Okay, for those of you who aren’t in the know:

ICAN = International Cesarean Awareness Network  (www.ican-online.org)

VBAC = Vaginal Birth After Cesarean (http://www.vbac.com/index.html)

First, let me say that the ideal thing to do is to prevent the first Cesarean. But with one out of four women in the USA being cut open in birth (and in some hospitals, one in two!), this obviously ain’t happening. More and more women are being cut for no good reason and then finding they are not allowed to VBAC in the hospital with the very OB that cut them open. So, where do we go from here? Well, some of us go to La Leche League meetings, maybe a Moms Club, or maybe a psychiatrist. Too many of us isolate and think we’re broken and/or crazy. lazy and weak- and, perhaps even worse, alone in thinking we are broken and/or crazy, lazy and weak. Some of us find our way to ICAN, and I was reminded at an ICAN meeting last night how crucial it is that we find those moms so they don’t remain alone in their anger, guilt, regret, remorse and sadness.

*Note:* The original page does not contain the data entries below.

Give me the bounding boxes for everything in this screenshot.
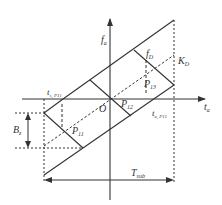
label-t-end: te, P11	[152, 108, 167, 120]
origin-label: O	[99, 103, 106, 114]
label-tsub: Tsub	[131, 167, 145, 179]
label-bz: Bz	[13, 124, 22, 136]
label-p12: P12	[120, 98, 133, 110]
parallelogram-diagram: fa ta O fD KD P11 P12 P13 ts, P11 te, P1…	[0, 0, 222, 205]
perp-left-upper	[44, 99, 63, 113]
kd-dashed-line	[44, 55, 174, 146]
perp-right-p13	[134, 50, 174, 85]
upper-diagonal-edge	[63, 20, 174, 99]
axis-label-fa: fa	[101, 34, 107, 46]
label-fd: fD	[146, 48, 154, 60]
axis-label-ta: ta	[204, 101, 210, 113]
label-kd: KD	[177, 55, 190, 67]
label-p13: P13	[143, 78, 156, 90]
label-t-start: ts, P11	[47, 87, 62, 99]
label-p11: P11	[71, 125, 84, 137]
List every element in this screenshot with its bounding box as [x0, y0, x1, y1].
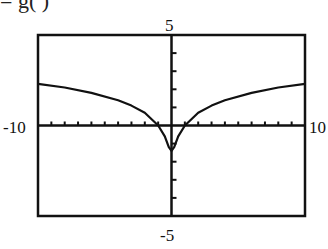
graph-plot	[0, 0, 328, 249]
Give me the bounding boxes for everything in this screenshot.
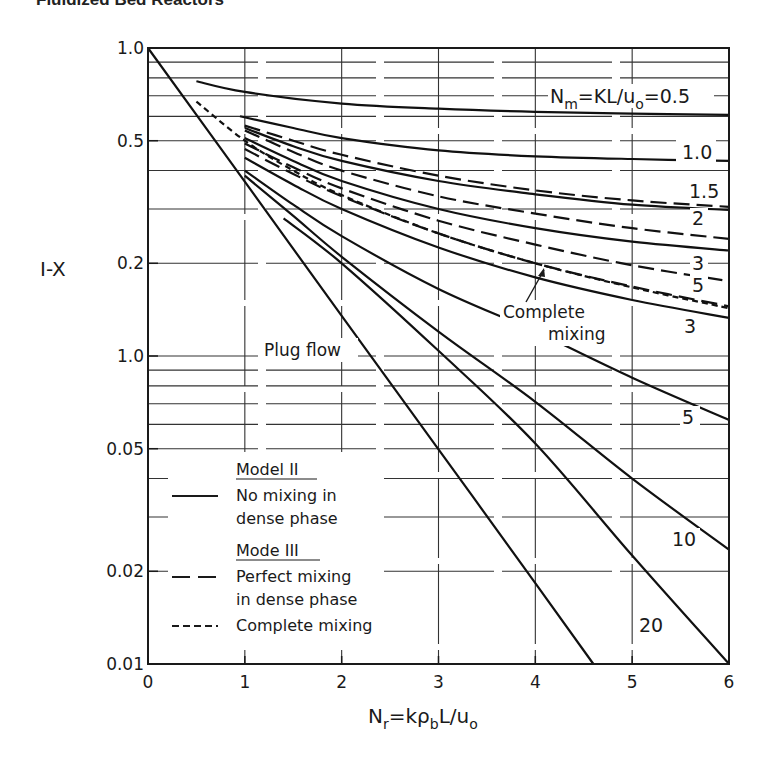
curve-label-5-solid: 5: [682, 406, 694, 428]
param-b: =KL/u: [578, 85, 635, 107]
legend: Model II No mixing in dense phase Mode I…: [168, 452, 380, 647]
complete-mixing-arrowhead: [538, 268, 545, 277]
y-tick-label: 0.5: [117, 131, 144, 151]
y-tick-label: 0.2: [117, 253, 144, 273]
curve-label-10: 10: [672, 528, 696, 550]
y-tick-label: 1.0: [117, 38, 144, 58]
legend-model3-desc1: Perfect mixing: [236, 567, 351, 586]
x-tick-label: 1: [239, 672, 250, 692]
param-a: N: [550, 85, 564, 107]
complete-mixing-label-1: Complete: [503, 302, 585, 322]
x-title-main: N: [368, 704, 383, 728]
x-axis-title: Nr=kρbL/uo: [368, 704, 478, 732]
legend-model2-title: Model II: [236, 460, 299, 479]
x-title-rest2: L/u: [439, 704, 470, 728]
curve-labels: 1.0 1.5 2 3 5 3 5 10 20: [638, 140, 720, 636]
y-tick-label: 1.0: [117, 346, 144, 366]
y-axis-title: I-X: [40, 257, 66, 281]
curve-label-3-solid: 3: [684, 315, 696, 337]
x-tick-label: 3: [433, 672, 444, 692]
curve-model-iii-nm-1.5: [245, 126, 729, 207]
legend-complete-desc: Complete mixing: [236, 616, 372, 635]
y-tick-label: 0.05: [106, 439, 144, 459]
param-c: =0.5: [644, 85, 690, 107]
x-title-rest1: =kρ: [389, 704, 430, 728]
curve-label-2: 2: [692, 207, 704, 229]
curve-label-3-dashed: 3: [692, 252, 704, 274]
x-title-sub2: b: [430, 716, 439, 732]
curve-label-1.0: 1.0: [682, 141, 712, 163]
complete-mixing-label-2: mixing: [548, 324, 606, 344]
legend-model2-desc1: No mixing in: [236, 486, 337, 505]
curve-label-20: 20: [639, 614, 663, 636]
x-tick-label: 0: [143, 672, 154, 692]
legend-model2-desc2: dense phase: [236, 509, 338, 528]
x-title-sub3: o: [469, 716, 478, 732]
x-tick-label: 4: [530, 672, 541, 692]
y-tick-label: 0.01: [106, 654, 144, 674]
curve-model-iii-nm-3: [245, 143, 729, 281]
legend-model3-title: Mode III: [236, 541, 299, 560]
x-tick-label: 6: [724, 672, 735, 692]
legend-model3-desc2: in dense phase: [236, 590, 357, 609]
curve-label-5-dashed: 5: [692, 274, 704, 296]
curve-model-ii-nm-5: [245, 171, 729, 420]
plug-flow-label: Plug flow: [264, 340, 341, 360]
curve-label-1.5: 1.5: [689, 180, 719, 202]
param-sub: m: [564, 96, 578, 112]
y-tick-label: 0.02: [106, 561, 144, 581]
x-tick-label: 5: [627, 672, 638, 692]
chart: 01234561.00.50.21.00.050.020.01 I-X Nr=k…: [0, 0, 766, 769]
param-sub2: o: [635, 96, 644, 112]
x-tick-label: 2: [336, 672, 347, 692]
curve-model-ii-nm-1.0: [240, 116, 729, 161]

I found ICAN when my eldest son was about 5.5 months old. I was on a Yahoo list for Elimination Communication (EC) a.k.a. “diaper free” babies, when I met a goddess named Krista. She was smart and witty and for some reason I trusted her. So it really shivered me timbers when she suggested, ever so gently, that my so-called emergency C-section may not have been a true emergency. She even went as far as to tell me that I may not have even needed a Cesarean. In other words, it might have been avoidable, preventable, unnecessary, or whatever adjective you want to use to describe it. The very suggestion kept me awake for a few nights. I scoured the internet for The Truth, and I found various versions of it. But time and time again, on sites like Birthlove (www.birthlove.com), and ICAN and Kmom’s Plus-size Pregnancy site (), I read my own very raw story over and over again. It seemed the more I read, the more I realized that my situation wasn’t so unique, that my Cesarean may not have been a life-saving procedure (in fact, it may have been life-threatening), and worse still that I may have consented to it by agreeing to an induction on my due date for no reason other than fear of a large baby.